At the end of June I attended a workshop called Measuring Volunteers: From Inputs to Impact. This was hosted by Museum of London, Docklands – a museum I hadn’t been to before. As someone who works at a collection of historic buildings, I thought they could have made more of their fantastic building – I only found a few plans on display of their imposing early 19th century sugar warehouses. However, the other displays were excellent and gave an engaging history of trade in London. It was interesting to see that their visitors on a Tuesday morning were school groups and mums with small children!

It was great to talk to other “Volunteer Managers” (or “people who work with volunteers”). They came from museums large and small, as well as museums that don’t exist yet (like the Postal Museum – which I’m quite excited about) and cultural/community organisations. This really brought it home to me how different volunteering organisations are – there is no “one size fits all” solution to creating a good volunteering experience.

It was reassuring to hear that other places have a similar approach to us. We currently do very little to measure volunteering, mainly looking at number of volunteers, the number of hours those volunteers give and the activities they do. These can be viewed as inputs into our organisation and we looked at the potential pitfalls of equating these with a financial value or working out a return on investment (a ratio of the “financial value” of volunteers to the “cost” of involving them).

A different and probably better way would be to measure the results of volunteering – the outputs (immediate results – e.g. more guided tours, more presentable site), outcomes (the effect of the immediate results – e.g. higher visitor satisfaction) and impact (higher level strategic results – e.g. more return visits, better understanding of Chilterns history).
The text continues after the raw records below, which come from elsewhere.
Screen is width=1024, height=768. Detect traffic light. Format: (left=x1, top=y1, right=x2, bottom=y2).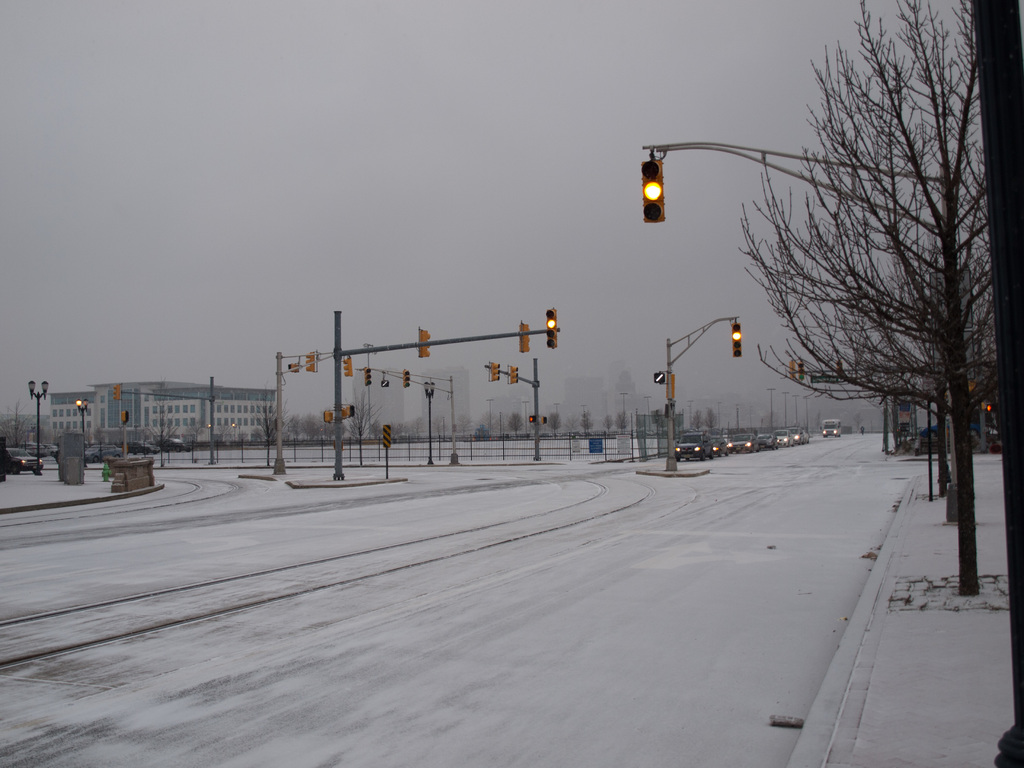
(left=403, top=367, right=411, bottom=388).
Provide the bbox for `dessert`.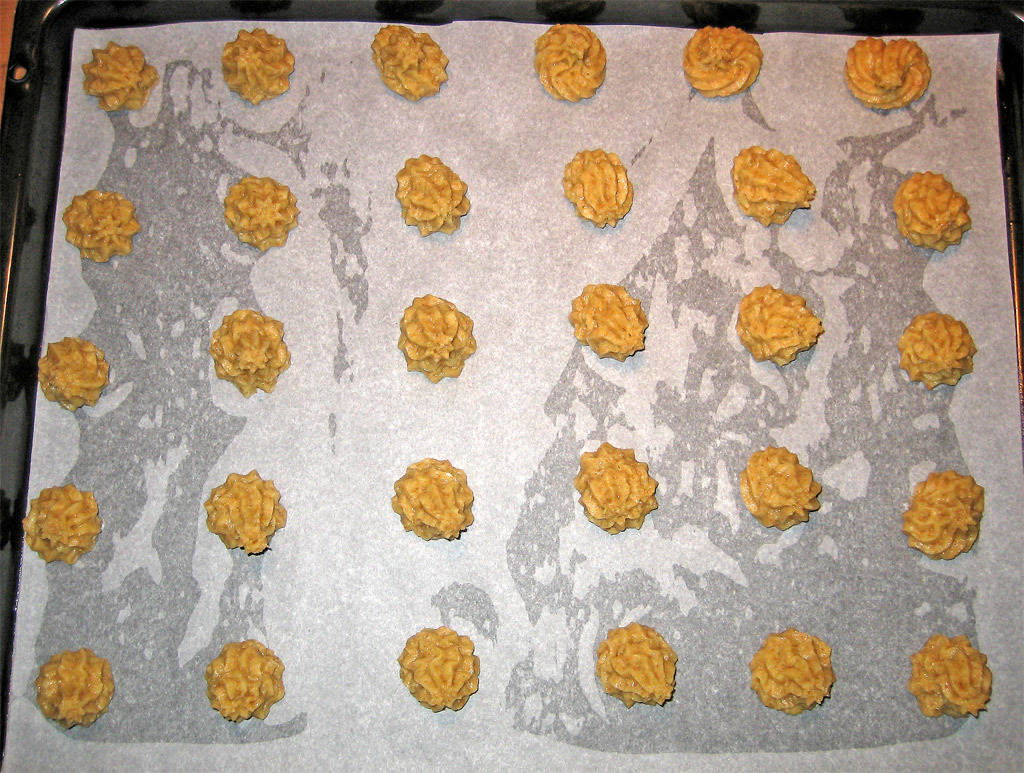
BBox(686, 27, 765, 94).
The difficulty of this approach is that the outcomes and impacts are often intangible or unquantifiable, or at least harder to measure.

We also need to take a step back and consider what our reasons are for measuring volunteering, as this will influence our approach. Across the museum sector, organisations measure volunteering (often in input terms) to justify and apply for funding. If we measure the results of volunteering we can aspire to change peoples’ attitudes towards volunteering by showing its value for the organisation, for the individual and for society more widely. Ultimately at COAM we need to measure volunteering as this will allow us all to develop the organisation to better achieve our mission statement:

“Telling the story of the unique history of the Chilterns through buildings, landscapes and culture for the enjoyment, inspiration and learning of present and future communities.”